Zastels' Mapping Style
I have developed a consistent guiding style now for several maps and I wanted to highlight my style so that it can be identified.
I very much enjoy BSP mapping because it is the art of hiding hallways. I have learned to both try and hide a hallway to make it look like something else, and to embrace the fact that it is a hallway.
Balmy, Blanket, Canopy, 2Bookoo, Moonluck, and Aachen, all had very high slanting walls for different environmental reasons.
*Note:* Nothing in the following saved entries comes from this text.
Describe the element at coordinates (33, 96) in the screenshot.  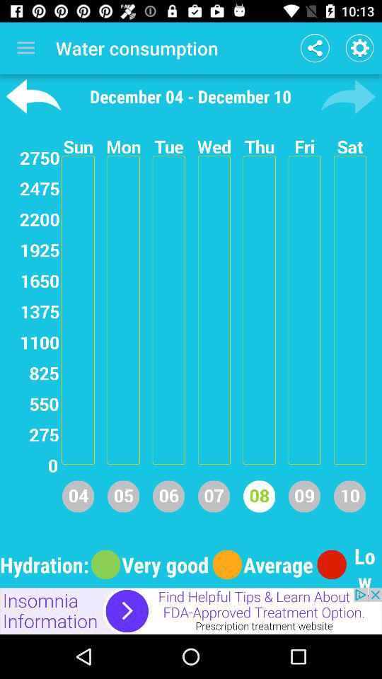
I see `go back` at that location.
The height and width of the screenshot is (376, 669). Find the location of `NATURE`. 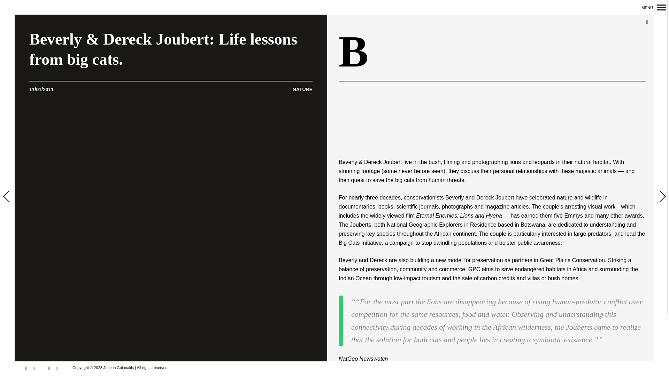

NATURE is located at coordinates (302, 90).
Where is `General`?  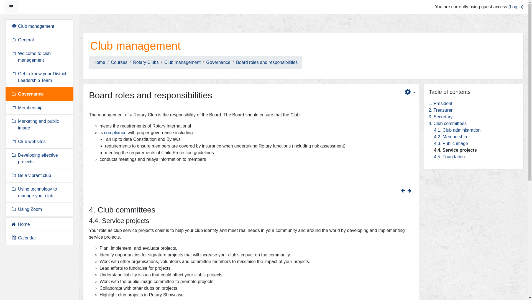
General is located at coordinates (39, 40).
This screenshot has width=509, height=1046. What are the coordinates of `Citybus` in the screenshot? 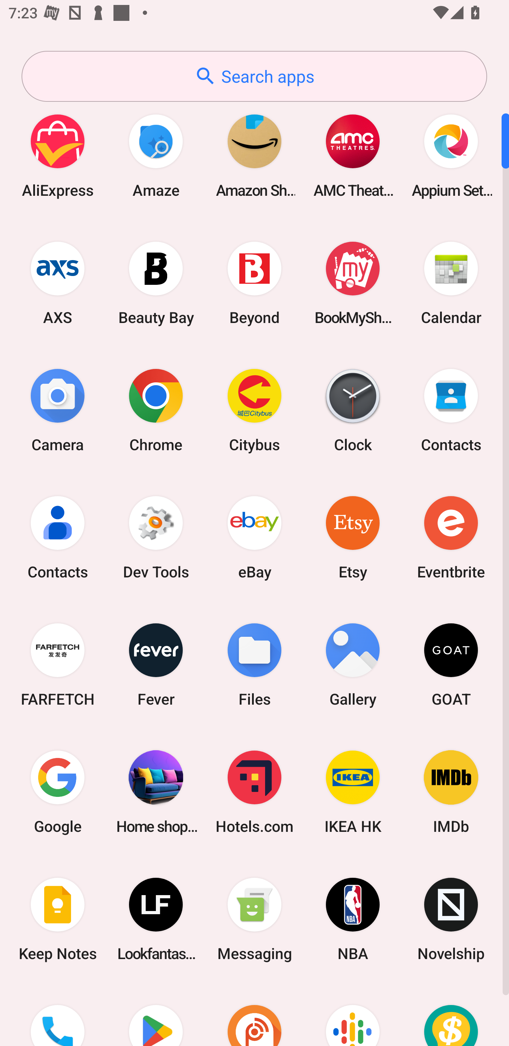 It's located at (254, 410).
This guides my style, I'll explain:
Balmy -- High walls with built up sand drifts
Blanket -- High walls with built up snow drifts
Canopy -- High walls with built up dirt defenses
2Bookoo -- High walls inside a mountain canyon
Moonluck -- High walls which act as a river bank
Cowboy -- High walls from the construction site being incomplete
Aachen -- High walls built up from destroyed buildings spilling outwards into the streets
I enjoy maps with well planned vertical elements that do not feel overly vertical, as if you're naturally going from one terrace to the next. I seek out reasons for an environment to have high walls so that it makes you feel closed in and cuddled, like the space provided is intentional and carved for you.
In my hometown of Muskoka, I feel inspired to make a map depicting it. My style of high walls gives me an early idea of how I would create an environmental story of high walls. I would want an autumn season, and the leaves to be vibrantly stacked up against high cliff faces due to the wind. In the same way I used sand or snow to create drifts, I'll instead use piles of leaves. To depict Muskoka in an interesting level design way, I can sculpt the landscape with the simplified concept of leaves being formed into drifts from the wind. This enables a story telling through the environment, everything happening is naturally justified. If I need to elivate the player in height, I do not need to seek an artificial way of doing that such as a ladder, I can simply stack a smooth pile of leaves to act as a ramp.